What I think is significant is that the ACLU as an organization has to make decisions about how they use their resources. Those resources are vast, but they are limited. Where are we going to put those resources? If there is an issue of the right to demonstrate, how many cases come into our office where that right can be defended? What kind of resources do these right-wing groups have? As brilliant as the ACLU lawyers are, there are other brilliant lawyers out there too.
It is one thing to say, "Oh, you turned down this right-wing organization because you donāt agree with them." Itās another thing to say you turned down this right-wing organization because they have funding up one side and down the other to hire any law firm they want because there are plenty of law firms in America that are thrilled to get behind this stuff. It is not this kind of purity test, itās a reality test of where weāre living now, whatās going on right now, and where you want to stand. I respect the ACLU. Let me be clear, I didnāt leave because of Charlottesville. I left because I felt like I had to start the Who We Are Project.
Since you gave the speech at the center of the project as well as this documentary, much has changed on a national and local level when it comes to policing. You were part of a committee that was called to help Seattle select a new police chief in 2017. Looking back, how did that experience influence your perspective on how and if police departments can change? What can or should change?
That is the question going forward. What I can say is this, there is a part in the film where I say that present-day police departments arenāt slave patrols and there are police officers fighting for constitutional policing, non-racist policing, decent policing. Some people have said, "How can you say that?" I say this because I know those police officers.
This is where it goes off the mark, in my view. When we start talking about individuals. This aināt about individual police officers. This is about the institution of policing and the institution of policing is, in my view, irrevocably broken. What that means is that a complete reimagining of that has to occur.
In a society that is 400 years old and that has embraced policing as this society has, this ain't gonna happen in a year or five years. But the urgency in addressing it is now because right now there are conversations about this that were never occurring before. I ask you, how much money did the NYPD spend on policing in the year 2017? Just one year, twelve months, and let you think about it.
Then I say 4.75 billion dollars and you go, huh. Now youāre thinking, what if they took one of those billions, just one billion dollars, and said what could we do to make this neighborhood where theyāre doing stop and frisk and aggressive policing, what would we do with a billion dollars? Wouldnāt that be interesting?

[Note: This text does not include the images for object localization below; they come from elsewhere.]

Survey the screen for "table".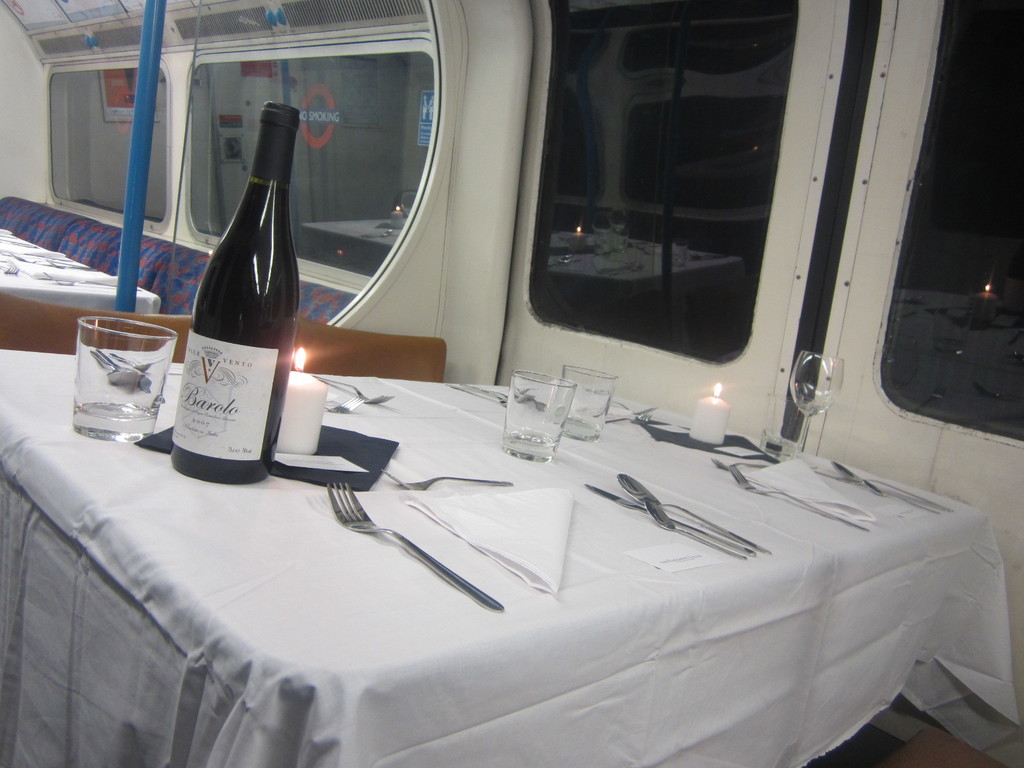
Survey found: Rect(0, 221, 164, 335).
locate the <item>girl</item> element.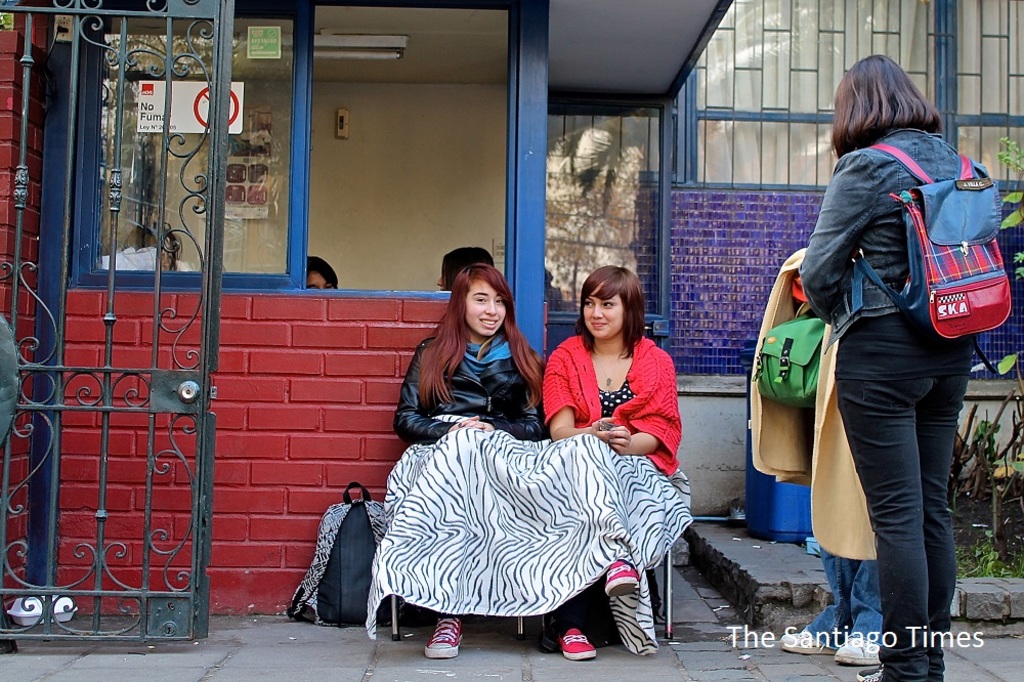
Element bbox: <region>532, 264, 695, 664</region>.
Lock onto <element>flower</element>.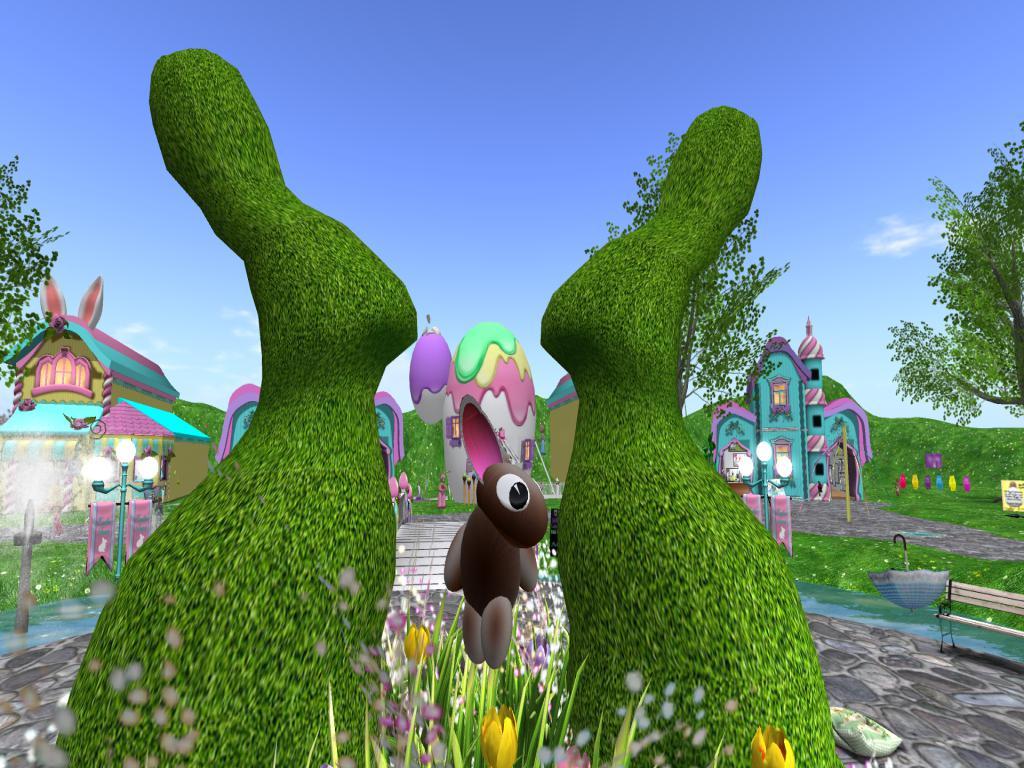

For me, the institution is broken and that means we have to, as the people at ACLU sometimes say, divest from that institution. We have to reinvest. As we are looking at homeless problems across the country and cities are going, "What do we do?" The answer is not more police because we tried that. It didnāt work and itās not going to work this time.
Where do you see yourself fitting in with that work and what is coming next for you?
The Who We Are Project made this documentary with Off Center Media. Off Center Media is Emily Kunstler and Sarah Kunstler. They are two sisters and the daughters of civil rights icon William Kunstler. The trust that we developed and the working relationship that we developed is ongoing. This movie is the first thing from The Who We Are Project. It is definitely not the last thing.
Who We Are: A Chronicle of Racism in America is now playing at Cinema 21.